Some observers cite the noise made by home fans in explaining home-team advantage. That seems particularly the case in stadiums such as Century Link Field, home of the Seattle Seahawks. There, on December 3, 2013, in a game against the New Orleans Saints, the crowd roared at 137.6 decibels (dB), breaking the world record for the loudest outdoor sports stadium. (For reference, physical pain begins for humans who listen to sounds measuring 125 dB, and a jet flying overhead at a height of only 100 ft. hits about 140 dB.) But even taking into account crowd noise, Moskowitz and Wertheim were unable to find persuasive evidence that crowds on their own do anything to affect player performance.

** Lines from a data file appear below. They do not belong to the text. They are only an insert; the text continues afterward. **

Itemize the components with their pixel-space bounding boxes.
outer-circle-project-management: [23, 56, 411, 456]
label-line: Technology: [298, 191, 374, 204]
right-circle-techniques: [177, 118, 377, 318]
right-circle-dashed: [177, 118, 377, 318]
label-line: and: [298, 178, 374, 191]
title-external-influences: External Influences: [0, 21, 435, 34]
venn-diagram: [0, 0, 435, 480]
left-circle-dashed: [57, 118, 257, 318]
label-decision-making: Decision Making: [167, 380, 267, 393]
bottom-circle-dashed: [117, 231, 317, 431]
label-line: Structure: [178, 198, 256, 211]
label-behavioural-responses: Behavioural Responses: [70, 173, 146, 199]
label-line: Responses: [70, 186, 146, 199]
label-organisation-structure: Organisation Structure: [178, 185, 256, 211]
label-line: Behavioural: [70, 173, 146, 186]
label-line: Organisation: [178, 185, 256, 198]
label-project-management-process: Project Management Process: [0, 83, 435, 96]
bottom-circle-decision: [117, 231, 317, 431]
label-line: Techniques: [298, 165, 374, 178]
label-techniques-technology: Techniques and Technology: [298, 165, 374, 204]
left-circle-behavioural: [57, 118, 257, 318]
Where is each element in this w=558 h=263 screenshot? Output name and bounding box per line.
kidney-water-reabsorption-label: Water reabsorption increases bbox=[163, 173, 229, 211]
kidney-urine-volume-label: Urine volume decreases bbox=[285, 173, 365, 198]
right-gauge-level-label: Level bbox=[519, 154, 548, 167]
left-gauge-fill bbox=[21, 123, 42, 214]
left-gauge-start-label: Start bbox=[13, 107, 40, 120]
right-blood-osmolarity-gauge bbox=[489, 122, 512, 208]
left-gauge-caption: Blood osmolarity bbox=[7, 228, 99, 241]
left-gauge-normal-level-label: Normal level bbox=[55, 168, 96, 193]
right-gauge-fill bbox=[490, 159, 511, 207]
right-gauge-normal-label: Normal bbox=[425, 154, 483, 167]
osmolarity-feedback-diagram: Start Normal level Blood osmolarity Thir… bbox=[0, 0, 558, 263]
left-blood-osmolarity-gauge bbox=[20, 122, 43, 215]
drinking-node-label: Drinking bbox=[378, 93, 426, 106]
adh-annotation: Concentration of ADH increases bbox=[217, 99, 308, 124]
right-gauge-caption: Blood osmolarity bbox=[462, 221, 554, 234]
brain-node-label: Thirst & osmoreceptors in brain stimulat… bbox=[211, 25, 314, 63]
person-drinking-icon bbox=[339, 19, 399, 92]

The theory is that changes such as adjusting to time-zone shifts and sleeping away from home disrupt players’ rhythm and cause them to underperform. But this theory doesn’t hold much water either. Moskowitz and Wertheim note that even when teams play “away” in their own city—examples include the Lakers versus the Clippers, both of Los Angeles (in basketball), or the Rangers versus the Islanders, both of New York (in hockey)—home-field advantage persists. According to the travel theory, home-team advantage should diminish in these cases, but it doesn’t.
The theory that the home team benefits from acclimation to the home-field atmosphere is often given in reference to places such as the “Frozen Tundra” of Lambeau Field in Green Bay, Wisconsin, or the Mile High Stadium in Denver, so-called because of its high altitude, a challenge for visiting athletes. The theory contends that the Green Bay Packers are better prepared to play in extraordinary cold, while the Denver Broncos train in the thin air and are hence better conditioned to beat their opponents when playing at home. But this theory doesn’t hold up either. Cold-weather teams such as Green Bay do not show a statistical advantage playing in cold weather over warm-weather teams such as the Miami Dolphins or the San Diego Chargers. Moreover, home-field advantage remains for teams such as the Minnesota Vikings, who could benefit from cold weather but do not because their home field is indoors.

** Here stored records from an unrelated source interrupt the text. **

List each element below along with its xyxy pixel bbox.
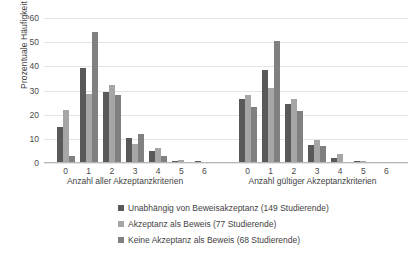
bar (115, 95, 121, 163)
legend-item-label: Unabhängig von Beweisakzeptanz (149 Stud… (128, 203, 329, 213)
bar-category: 2 (100, 18, 123, 163)
bar-category: 1 (77, 18, 100, 163)
x-axis-tick-label: 6 (375, 166, 398, 176)
bar (297, 111, 303, 163)
legend-item: Akzeptanz als Beweis (77 Studierende) (0, 216, 415, 232)
bar-category: 0 (236, 18, 259, 163)
x-axis-tick-label: 3 (305, 166, 328, 176)
y-axis-tick-label: 10 (30, 134, 39, 144)
x-axis-tick-label: 0 (54, 166, 77, 176)
x-axis-tick-label: 1 (77, 166, 100, 176)
x-axis-tick-label: 0 (236, 166, 259, 176)
bar (320, 146, 326, 163)
legend-item: Unabhängig von Beweisakzeptanz (149 Stud… (0, 200, 415, 216)
bar-category: 4 (147, 18, 170, 163)
x-axis-tick-label: 4 (329, 166, 352, 176)
y-axis-title: Prozentuale Häufigkeit (19, 0, 29, 115)
legend-item: Keine Akzeptanz als Beweis (68 Studieren… (0, 232, 415, 248)
bar-group: 0123456 (226, 18, 408, 163)
legend-item-label: Akzeptanz als Beweis (77 Studierende) (128, 219, 276, 229)
plot-area: 0102030405060 01234560123456 (44, 18, 408, 163)
bar (274, 41, 280, 163)
y-axis-tick-label: 60 (30, 13, 39, 23)
group-caption-right: Anzahl gültiger Akzeptanzkriterien (215, 176, 410, 186)
gridline (44, 163, 408, 164)
bar-category: 2 (282, 18, 305, 163)
bar-group: 0123456 (44, 18, 226, 163)
legend-item-label: Keine Akzeptanz als Beweis (68 Studieren… (128, 235, 300, 245)
group-caption-left: Anzahl aller Akzeptanzkriterien (30, 176, 220, 186)
bar-category: 0 (54, 18, 77, 163)
x-axis-tick-label: 4 (147, 166, 170, 176)
x-axis-tick-label: 5 (352, 166, 375, 176)
x-axis-tick-label: 3 (123, 166, 146, 176)
bar-category: 3 (305, 18, 328, 163)
x-axis-line (44, 162, 408, 163)
x-axis-tick-label: 2 (282, 166, 305, 176)
x-axis-tick-label: 5 (170, 166, 193, 176)
bar (138, 134, 144, 163)
x-axis-tick-label: 6 (193, 166, 216, 176)
bar-category: 3 (123, 18, 146, 163)
bar-category: 1 (259, 18, 282, 163)
bar-category: 5 (170, 18, 193, 163)
y-axis-tick-label: 40 (30, 61, 39, 71)
legend-swatch-icon (118, 221, 124, 227)
y-axis-tick-label: 30 (30, 86, 39, 96)
bar-category: 6 (193, 18, 216, 163)
bar-category: 5 (352, 18, 375, 163)
bar-category: 6 (375, 18, 398, 163)
y-axis-tick-label: 20 (30, 110, 39, 120)
y-axis-tick-label: 50 (30, 37, 39, 47)
x-axis-tick-label: 2 (100, 166, 123, 176)
bar (92, 32, 98, 163)
bar (251, 107, 257, 163)
y-axis-tick-label: 0 (34, 158, 39, 168)
bar-category: 4 (329, 18, 352, 163)
legend-swatch-icon (118, 237, 124, 243)
x-axis-tick-label: 1 (259, 166, 282, 176)
legend-swatch-icon (118, 205, 124, 211)
chart-legend: Unabhängig von Beweisakzeptanz (149 Stud… (0, 200, 415, 248)
bar-chart: Prozentuale Häufigkeit 0102030405060 012… (0, 0, 415, 262)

This theory suggests that home games are often gentler on teams in terms of easier opponents or scheduling rigor. This does hold some weight, but only in certain circumstances. In the NBA, visiting teams play more back-to-back games with little rest in between than do home teams, so visiting teams in the NBA are sometimes more tired than home teams. Moskowitz and Wertheim report that, “Of the 20 or so back-to-back games NBA teams play each season, an average of 14 occur when they’re on the road. . . . That translates into one or two additional games you will lose each season on the road because of this scheduling twist.” The other case where scheduling rigor explains home advantage is in college sports, where home teams play “cupcake” games against inferior teams, especially early in the season.

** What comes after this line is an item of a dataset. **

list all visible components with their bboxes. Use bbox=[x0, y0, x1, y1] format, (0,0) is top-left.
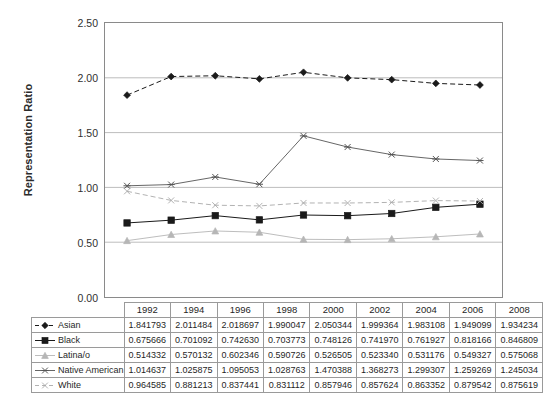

The largest impact on home-team wins, according to Moskowitz and Wertheim, comes from a more insidious source: referee bias. They document cases of official bias, predominantly at “very crucial” points during the game, in baseball, American football, basketball, and ice hockey. But some of the most convincing evidence for referee bias comes from Professor Canice Prendergast who studied favoritism in the Primera División soccer league in Spain. (See “Are you blind, ref? Yes, in a sense.")
Tobias J. Moskowitz and L. Jon Wertheim, Scorecasting: The Hidden Influences Behind How Sports Are Played and Games Are Won, New York: Crown Archetype, 2011.